Research Seminars

The Department has a programme of research seminars during term time. These are informal accounts of research in progress, cover a wide range of topics in the Earth Sciences and are intended to stimulate discussion. All seminars are open to all interested parties, from both within and outwith the university.

Seminars are usually held from 12:00 - 13:00 on Tuesdays in Room 118 Meston Building (first floor). If a seminar is to be held in an alternative location or at an alternative time, the details will be listed with the relevant talk title.

Occasionally extraordinary research seminars, details of which are not listed on the website but disseminated via email, are held in the department. If you would like to be notified of these seminars, please click here.

All offers of talks will be gratefully received. For further information please contact (Sept-Dec 2010) or (Jan-June 2011).
Summer Term 2011
19 April Ruth Robinson, University of St. Andrews
A Tale of Two Rivers: a Myanmar perspective of Cenozoic Earth surface evolution in the eastern Himalayas.
9 May David Macdonald, University of Aberdeen
Forced sea-level changes in a forearc basin related to subduction of a spreading ridge: the Fossil Bluff Group (Jurassic-Cretaceous), Alexander Island, Antarctic Peninsula.
17 May Rob Daly, University of Aberdeen
An Extinct Plant Ecosystem of the Palaeocene Arctic.
24 May Emmanuel Adewole, University of Aberdeen
Overpressure prediction in the Oligocene to upper Eocene deep-set reservoirs, Northern Niger Delta Basin, Nigeria.
31 May Christian Vallejo, University of Aberdeen
Paleogene tectonics of the Western Andes of Ecuador and associated VMS mineralization.
3 June Stephan Steinke, MARUM, Bremen University
Past dynamics of the East Asian winter monsoon during the Holocene.
12 July Mauricio Guerreiro, University of São Paulo, Brazil
Pre-Vegetation Fluvial Systems and the Ediacaran to Early Cambrian Deposits from the Camaquã Basin, Southern Brazil.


_WHAT NEEDS TO BE DONE:_ Would you please restate the data exactly as it stands, apart from the pictures?

Segment Start: SOURCE MATERIAL

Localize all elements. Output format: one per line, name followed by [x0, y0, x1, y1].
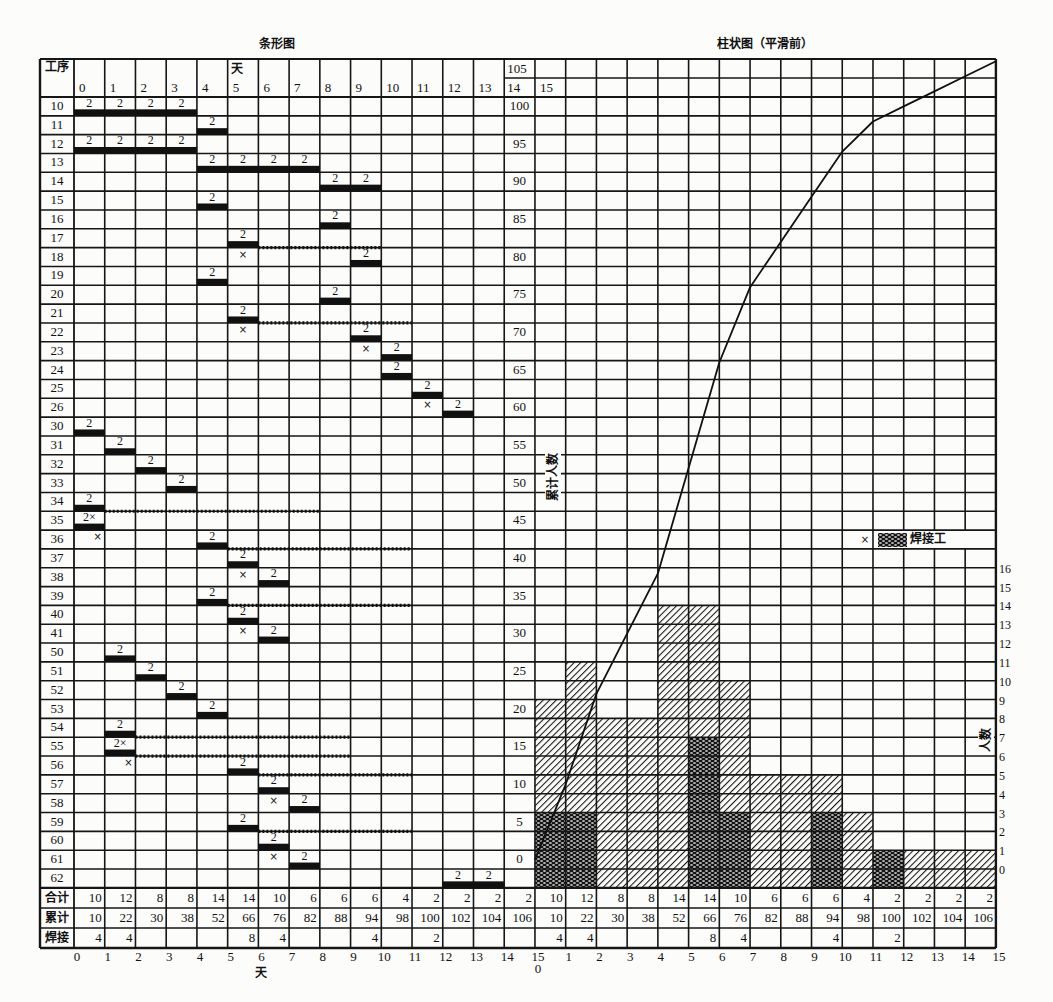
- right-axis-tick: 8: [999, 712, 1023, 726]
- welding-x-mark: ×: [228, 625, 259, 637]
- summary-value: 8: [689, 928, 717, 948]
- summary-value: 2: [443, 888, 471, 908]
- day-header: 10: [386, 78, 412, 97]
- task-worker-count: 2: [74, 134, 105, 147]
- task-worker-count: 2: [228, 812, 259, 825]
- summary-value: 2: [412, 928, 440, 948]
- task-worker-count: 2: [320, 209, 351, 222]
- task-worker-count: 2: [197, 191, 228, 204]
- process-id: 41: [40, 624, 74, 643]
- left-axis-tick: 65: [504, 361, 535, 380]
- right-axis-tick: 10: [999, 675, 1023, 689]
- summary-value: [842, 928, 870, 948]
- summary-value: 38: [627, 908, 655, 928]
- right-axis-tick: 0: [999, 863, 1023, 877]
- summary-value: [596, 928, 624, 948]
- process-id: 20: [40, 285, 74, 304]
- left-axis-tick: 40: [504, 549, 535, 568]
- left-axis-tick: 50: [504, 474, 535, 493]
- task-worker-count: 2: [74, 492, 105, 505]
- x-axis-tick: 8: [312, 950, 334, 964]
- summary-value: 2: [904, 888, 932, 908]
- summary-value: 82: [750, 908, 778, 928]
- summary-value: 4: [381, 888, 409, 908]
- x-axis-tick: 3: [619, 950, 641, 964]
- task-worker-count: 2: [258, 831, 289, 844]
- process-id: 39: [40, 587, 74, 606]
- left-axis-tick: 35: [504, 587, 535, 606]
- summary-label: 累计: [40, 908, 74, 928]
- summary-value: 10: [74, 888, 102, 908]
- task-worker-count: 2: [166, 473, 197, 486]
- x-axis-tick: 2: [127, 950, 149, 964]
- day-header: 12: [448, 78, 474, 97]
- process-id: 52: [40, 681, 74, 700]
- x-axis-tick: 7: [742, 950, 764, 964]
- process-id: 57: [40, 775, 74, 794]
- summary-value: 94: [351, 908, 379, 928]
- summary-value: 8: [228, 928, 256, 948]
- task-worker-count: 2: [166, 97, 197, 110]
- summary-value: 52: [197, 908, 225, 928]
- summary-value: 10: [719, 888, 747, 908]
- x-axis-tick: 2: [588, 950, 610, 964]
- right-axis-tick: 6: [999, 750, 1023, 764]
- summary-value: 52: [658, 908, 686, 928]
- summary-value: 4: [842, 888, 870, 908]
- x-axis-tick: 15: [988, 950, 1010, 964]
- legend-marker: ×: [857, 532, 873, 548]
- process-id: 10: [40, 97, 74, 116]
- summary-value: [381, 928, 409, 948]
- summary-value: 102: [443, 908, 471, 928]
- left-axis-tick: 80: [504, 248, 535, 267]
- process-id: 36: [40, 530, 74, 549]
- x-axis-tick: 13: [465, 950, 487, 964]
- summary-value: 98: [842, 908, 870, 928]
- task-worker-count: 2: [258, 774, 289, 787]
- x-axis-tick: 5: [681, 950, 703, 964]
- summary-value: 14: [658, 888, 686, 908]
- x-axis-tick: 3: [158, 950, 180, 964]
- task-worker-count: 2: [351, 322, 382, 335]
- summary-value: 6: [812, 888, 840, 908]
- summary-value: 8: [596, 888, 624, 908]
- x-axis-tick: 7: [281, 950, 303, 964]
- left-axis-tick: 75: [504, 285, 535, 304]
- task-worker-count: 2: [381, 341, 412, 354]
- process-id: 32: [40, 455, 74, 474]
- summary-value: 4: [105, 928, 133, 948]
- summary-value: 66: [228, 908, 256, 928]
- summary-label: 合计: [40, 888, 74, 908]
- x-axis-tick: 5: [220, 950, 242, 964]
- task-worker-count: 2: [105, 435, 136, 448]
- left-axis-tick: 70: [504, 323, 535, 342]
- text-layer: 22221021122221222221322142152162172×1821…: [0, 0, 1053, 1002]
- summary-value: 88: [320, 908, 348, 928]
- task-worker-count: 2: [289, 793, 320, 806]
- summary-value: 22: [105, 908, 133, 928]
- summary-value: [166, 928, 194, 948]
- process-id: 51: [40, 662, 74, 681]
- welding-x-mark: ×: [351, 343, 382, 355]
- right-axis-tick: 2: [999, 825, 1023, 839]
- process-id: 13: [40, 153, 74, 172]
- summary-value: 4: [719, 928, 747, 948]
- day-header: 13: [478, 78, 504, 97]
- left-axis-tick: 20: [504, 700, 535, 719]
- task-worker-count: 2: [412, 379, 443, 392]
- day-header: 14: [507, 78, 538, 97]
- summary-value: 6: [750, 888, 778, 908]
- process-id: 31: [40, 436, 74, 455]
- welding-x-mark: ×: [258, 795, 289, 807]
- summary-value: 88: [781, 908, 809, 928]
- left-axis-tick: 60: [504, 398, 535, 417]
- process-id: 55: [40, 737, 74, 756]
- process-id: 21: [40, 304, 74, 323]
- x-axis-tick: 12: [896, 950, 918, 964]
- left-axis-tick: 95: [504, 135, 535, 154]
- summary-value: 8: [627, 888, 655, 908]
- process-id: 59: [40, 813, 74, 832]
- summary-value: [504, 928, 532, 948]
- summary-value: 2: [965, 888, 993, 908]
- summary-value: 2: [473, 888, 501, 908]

Segment End: SOURCE MATERIAL

_RESULT OF THE EXERCISE:_
Localize all elements. Output format: one per line, name followed by [x0, y0, x1, y1].
- right-axis-tick: 8: [999, 712, 1023, 726]
- welding-x-mark: ×: [228, 625, 259, 637]
- summary-value: 8: [689, 928, 717, 948]
- summary-value: 2: [443, 888, 471, 908]
- day-header: 10: [386, 78, 412, 97]
- task-worker-count: 2: [74, 134, 105, 147]
- task-worker-count: 2: [228, 812, 259, 825]
- summary-value: 2: [412, 928, 440, 948]
- task-worker-count: 2: [320, 209, 351, 222]
- task-worker-count: 2: [197, 191, 228, 204]
- process-id: 41: [40, 624, 74, 643]
- left-axis-tick: 65: [504, 361, 535, 380]
- right-axis-tick: 10: [999, 675, 1023, 689]
- summary-value: [842, 928, 870, 948]
- summary-value: 38: [627, 908, 655, 928]
- right-axis-tick: 0: [999, 863, 1023, 877]
- summary-value: [596, 928, 624, 948]
- process-id: 20: [40, 285, 74, 304]
- left-axis-tick: 40: [504, 549, 535, 568]
- left-axis-tick: 50: [504, 474, 535, 493]
- task-worker-count: 2: [74, 492, 105, 505]
- x-axis-tick: 8: [312, 950, 334, 964]
- summary-value: 2: [904, 888, 932, 908]
- summary-value: 82: [750, 908, 778, 928]
- summary-value: 4: [381, 888, 409, 908]
- x-axis-tick: 3: [619, 950, 641, 964]
- task-worker-count: 2: [258, 831, 289, 844]
- process-id: 39: [40, 587, 74, 606]
- left-axis-tick: 35: [504, 587, 535, 606]
- summary-label: 累计: [40, 908, 74, 928]
- summary-value: 10: [74, 888, 102, 908]
- task-worker-count: 2: [166, 473, 197, 486]
- x-axis-tick: 2: [127, 950, 149, 964]
- day-header: 12: [448, 78, 474, 97]
- process-id: 52: [40, 681, 74, 700]
- x-axis-tick: 7: [742, 950, 764, 964]
- process-id: 57: [40, 775, 74, 794]
- summary-value: 94: [351, 908, 379, 928]
- summary-value: 8: [228, 928, 256, 948]
- task-worker-count: 2: [166, 97, 197, 110]
- summary-value: 52: [197, 908, 225, 928]
- summary-value: 10: [719, 888, 747, 908]
- x-axis-tick: 2: [588, 950, 610, 964]
- right-axis-tick: 6: [999, 750, 1023, 764]
- summary-value: 52: [658, 908, 686, 928]
- summary-value: 4: [842, 888, 870, 908]
- x-axis-tick: 15: [988, 950, 1010, 964]
- legend-marker: ×: [857, 532, 873, 548]
- process-id: 10: [40, 97, 74, 116]
- summary-value: [381, 928, 409, 948]
- summary-value: 102: [443, 908, 471, 928]
- left-axis-tick: 80: [504, 248, 535, 267]
- process-id: 36: [40, 530, 74, 549]
- x-axis-tick: 13: [465, 950, 487, 964]
- summary-value: 98: [842, 908, 870, 928]
- task-worker-count: 2: [258, 774, 289, 787]
- x-axis-tick: 5: [681, 950, 703, 964]
- summary-value: 14: [658, 888, 686, 908]
- x-axis-tick: 3: [158, 950, 180, 964]
- task-worker-count: 2: [351, 322, 382, 335]
- summary-value: 6: [812, 888, 840, 908]
- summary-value: 8: [596, 888, 624, 908]
- x-axis-tick: 7: [281, 950, 303, 964]
- left-axis-tick: 75: [504, 285, 535, 304]
- task-worker-count: 2: [381, 341, 412, 354]
- process-id: 32: [40, 455, 74, 474]
- summary-value: 4: [105, 928, 133, 948]
- summary-value: 66: [228, 908, 256, 928]
- summary-label: 合计: [40, 888, 74, 908]
- x-axis-tick: 5: [220, 950, 242, 964]
- task-worker-count: 2: [105, 435, 136, 448]
- left-axis-tick: 70: [504, 323, 535, 342]
- text-layer: 22221021122221222221322142152162172×1821…: [0, 0, 1053, 1002]
- summary-value: 88: [320, 908, 348, 928]
- task-worker-count: 2: [289, 793, 320, 806]
- summary-value: 22: [105, 908, 133, 928]
- summary-value: [166, 928, 194, 948]
- process-id: 51: [40, 662, 74, 681]
- welding-x-mark: ×: [351, 343, 382, 355]
- right-axis-tick: 2: [999, 825, 1023, 839]
- process-id: 13: [40, 153, 74, 172]
- summary-value: 4: [719, 928, 747, 948]
- day-header: 13: [478, 78, 504, 97]
- left-axis-tick: 20: [504, 700, 535, 719]
- task-worker-count: 2: [412, 379, 443, 392]
- day-header: 14: [507, 78, 538, 97]
- summary-value: 6: [750, 888, 778, 908]
- process-id: 31: [40, 436, 74, 455]
- welding-x-mark: ×: [258, 795, 289, 807]
- summary-value: 88: [781, 908, 809, 928]
- left-axis-tick: 60: [504, 398, 535, 417]
- process-id: 55: [40, 737, 74, 756]
- process-id: 21: [40, 304, 74, 323]
- x-axis-tick: 12: [896, 950, 918, 964]
- left-axis-tick: 95: [504, 135, 535, 154]
- summary-value: 8: [627, 888, 655, 908]
- process-id: 59: [40, 813, 74, 832]
- summary-value: [504, 928, 532, 948]
- summary-value: 2: [965, 888, 993, 908]
- summary-value: 2: [473, 888, 501, 908]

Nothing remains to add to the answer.